Silverbrook Research unveils new inkjet printer technology that analysts believe will revolutionize the imaging industry.
“The technology will be available in products in late 2007, starting with a 100mm printhead that will be used for home and retail photo printing as well as label printing devices. An A4/Letter printhead will be available in 2008 with many different components and technology improvements planned for the future,” the company announced.
The cheap A4 desktop printer with a color printing speed of 60 pages per minute is just one of the revolutionary new devices promised by Silverbrook, a company which holds more than 1400 patents, but has never released a product.
Other products that will be made possible by the new technology are a $150, desktop photo printer that prints 30 photos per minute. This is more than 10 times faster than all existing desktop products, and 2 to 3 times faster than the speediest competitor, HP’s new Edgeline printer, which is not available in a retail product for ordinary consumers.
HP’s competing printer costs $16,000..
While Edgeline could be the closest competitor to Memjet in terms of speed, it appears to be far more expensive. In fact, a spare paper tray for the HP edgeline printer currently costs more than $2,000 - ten times the $200 analysts say is possible for Silverbrook’s desktop inkjet printer.
Silverbrook’s assault on the market
In almost 3500 patent applications over the past decade, Silverbrook has described an incredible array of potential products. These include a full colour printer module small enough to fit into a mobile phone, digital camera or even into handheld games like the Sony PSP or Nintendo DS.
Radical new technology

The ultra fast speed of the printers is partly due to their ‘pagewidth’ format. Unlike conventional inkjets, the printhead spans the full width of the paper and does not need to shuttle from side to side. The A4 or letter-size desktop printer’s printhead is a full 8 inches (21.3 cm) wide and contains 70,400 ink nozzles. This microscope photo shows a tiny section of the print head - each of the small white circles is a single ink nozzle.
The ink nozzles are arranged in lines, with 1600 nozzles per inch. These can produce more than 2.5 million ink dots per square inch of paper in a single pass. (The screen you are reading this story on has approximately 10,000 dots per square inch). These tiny nozzles can fire out ink droplets smaller than one picoliter (one millionth of a millionth of a liter). This produces tremendously sharp prints, say analysts.
The very small size of the ink droplets is important, because it helps the ink dry in less than a second. This is a critical factor in high speed printing without smudging.
The printhead is made up in four-inch units. These are themselves assembled from smaller pieces, 20 mm long, which are built using a semiconductor fabrication process, similar to that used to make CPUs and graphics chips. The photograph on the right, shows an 8-inch silicon wafer on which these 20 mm print head sections are visible.

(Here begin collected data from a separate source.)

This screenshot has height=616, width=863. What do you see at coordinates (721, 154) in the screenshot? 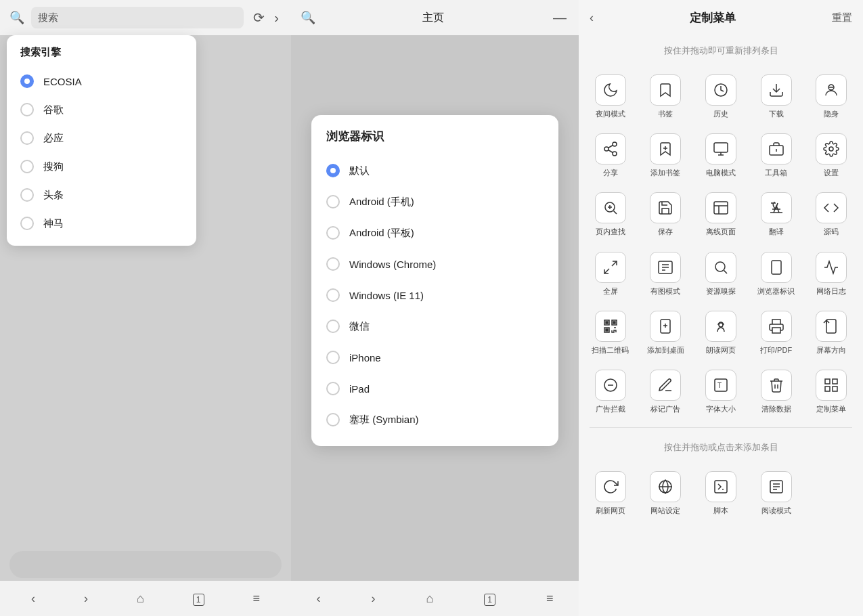
I see `icon-item-desktop: 电脑模式` at bounding box center [721, 154].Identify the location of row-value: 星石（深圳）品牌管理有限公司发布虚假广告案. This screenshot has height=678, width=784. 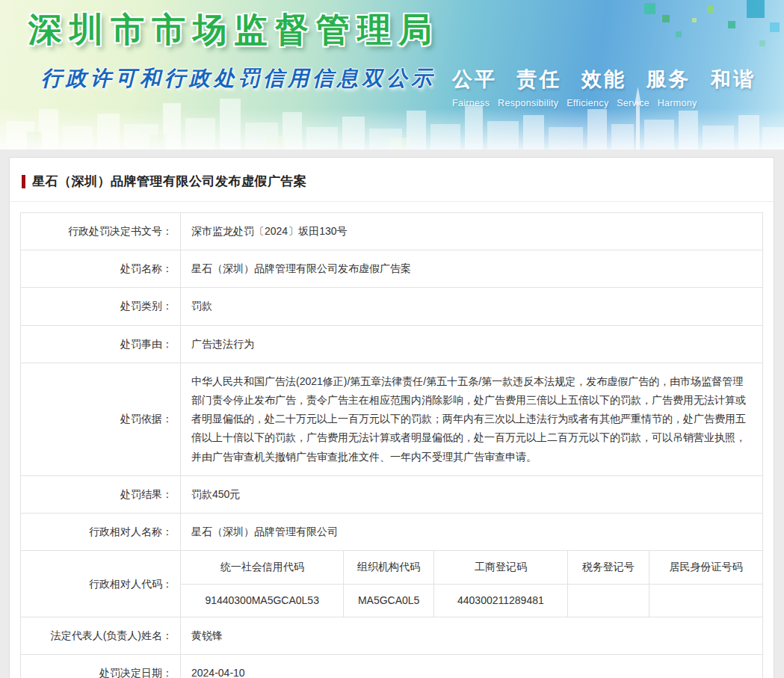
(472, 269).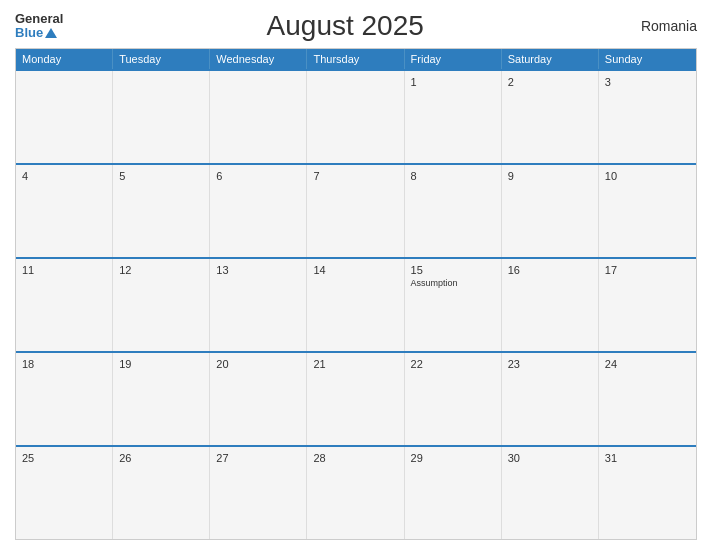 This screenshot has width=712, height=550. What do you see at coordinates (64, 211) in the screenshot?
I see `cell-w2-mon: 4` at bounding box center [64, 211].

The Memjet print heads offer five color channels, and the printing system calculates some 900 million drops per second while controlling the firing of all the ink nozzles.
Currently, the Memjet technology tops out at 1,600 × 1,600 dots per inch; photo-quality printing can be handled at 30 pages per minute, while everyday document printing can reach speeds of 60 pages per minute.

Silverbrook doesn’t plan to enter the printer manufacturing business; instead, the company wants to license the technology to other manufacturers. Silverbrook will make its money making print heads and control systems, selling ink, and licensing its designs.
Silverbrook plans to offer reference designs for printers in a number of different formats, and says the technology can be easily scaled up to large-format printing.
Aditya said on Wednesday, March 28, 2007, 11:02
I have seen the videos on Silverbrook’s site and this seems very promising and very, very impressive. I can’t wait for this to come out in the market. Hopefully India will also be included in their sales plans. I’m keeping my fingers crossed for this!